Housing construction has cooled off again after a small rebound in activity late last year. Total permits filed in April 2017 was estimated to have been 1.23 million (SAAR), down from 1.26 million in March. Unadjusted, permits were flat year-over-year and remain on average in the low single digits for growth.

Despite a reported as well as estimated shortage of homes for sale (according to the NAR), there has been no boom in single family home construction to address what really should be tremendous opportunity. Home prices are rising, but mostly in the upper tiers of the real estate stock. It is a condition that builders do seem to be aware of:

Ask anyone house hunting this spring, and they’ll tell you there are far too few homes for sale. But, really, it’s the price tags of the homes for sale that are the issue.

 

It seems like a very simple fix. Not enough homes? Build more. Builders are doing that, but they’re not building the right kind of homes.

 

Builders say they are now targeting the millennial buyer — launching new, slightly lower-priced brands and stripping down the models — but clearly, it’s not enough.
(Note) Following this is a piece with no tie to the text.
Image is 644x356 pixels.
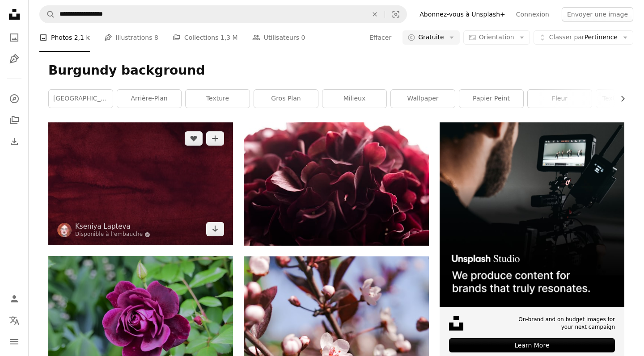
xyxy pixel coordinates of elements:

Is it that builders have been constructing the “wrong kind” of houses, or that they were expecting different economic conditions by now, leaving them without the “right kind of homes”? There was a bump in permits and starts in the single-family segment starting around last October after about a year of little or no growth. In the last two months, however, that rise seems to have paused or abated altogether, perhaps reverting to the trend from 2013.

Builders are constructing more homes, but they don’t appear to be in any rush to do so. This is not strictly an output issue, either, as any increase in construction activity, even a large one, isn’t going to boost GDP by all that much. Instead, it is a derivative commentary on the state of US consumers, and even the more basic vitals about their status.

What is dragging down total construction is the multi-family segment. There was an enormous burst of activity from the bottom of the housing bust as builders surmised easy finance and some kind of recovery would lead to an increased demand for shelter. Given the state of home ownership and mortgage finance, it was a good bet that apartments would be the default method for meeting this recovery need.

Since the “taper summer” of 2013, however, even multi-family construction has been downshifted. Now adding the effects and aftermath of the “rising dollar” period, the pace of proposed apartment supply is contracting.

If we scale these statistics by the level of population, using in this case the Civilian Non-Institutional Population as a proxy for prospective labor and therefore new households, it is clear that single family construction still lags behind population growth even though the housing bubble peak is today more than a decade in the past. In terms of meeting demographics, the housing boom wasn’t all that far out of line historically (it was instead prices that represented much of the bubble).

You might think, then, that multi-family construction after its rapid growth phase in 2012 and 2013 at least somewhat offset this sustained lack of new supply. In scaling total permits (or starts) to population, it is clear that nothing is.

For this level of population growth, the rate of housing construction remains still at a historically low level. It could be considered an economic drag in that state, but more so it highlights what must be an imbalanced state on the consumer side. I don’t think it all that difficult to figure out the reasons behind this extremely low supply rate.

The US economy is producing fewer homes (proportionally) in whatever format because there are fewer workers (proportionally). Establishing the relationship between home construction and employment, the slower pace of construction in 2017 after only a small rebound in late 2016 is in all likelihood a feature of the same relationship over the short run.

That probably accounts for the contracting in the multi-family segment since that is where most of the marginal housing supply has been coming from over the past six years or so. It may seem hard to make a case for overbuilding given the historically low level of activity, but that almost mini-bubble in apartment construction especially in 2012 and 2013 was accepted under radically different assumptions (as well as immediate conditions). It was expected then that the US economy would fully recover, even if it took a few years longer than might otherwise have been expected.

Now that there is no recovery, a possibility that the “rising dollar” forced into business considerations all over the world, there is perhaps less marginal supply needed even though total construction remains historically subdued.

UPDATED DATA FOR MAY 2017:

The newly released estimates for housing construction in May 2017 were ugly, further testing the negative implications of these larger economic questions.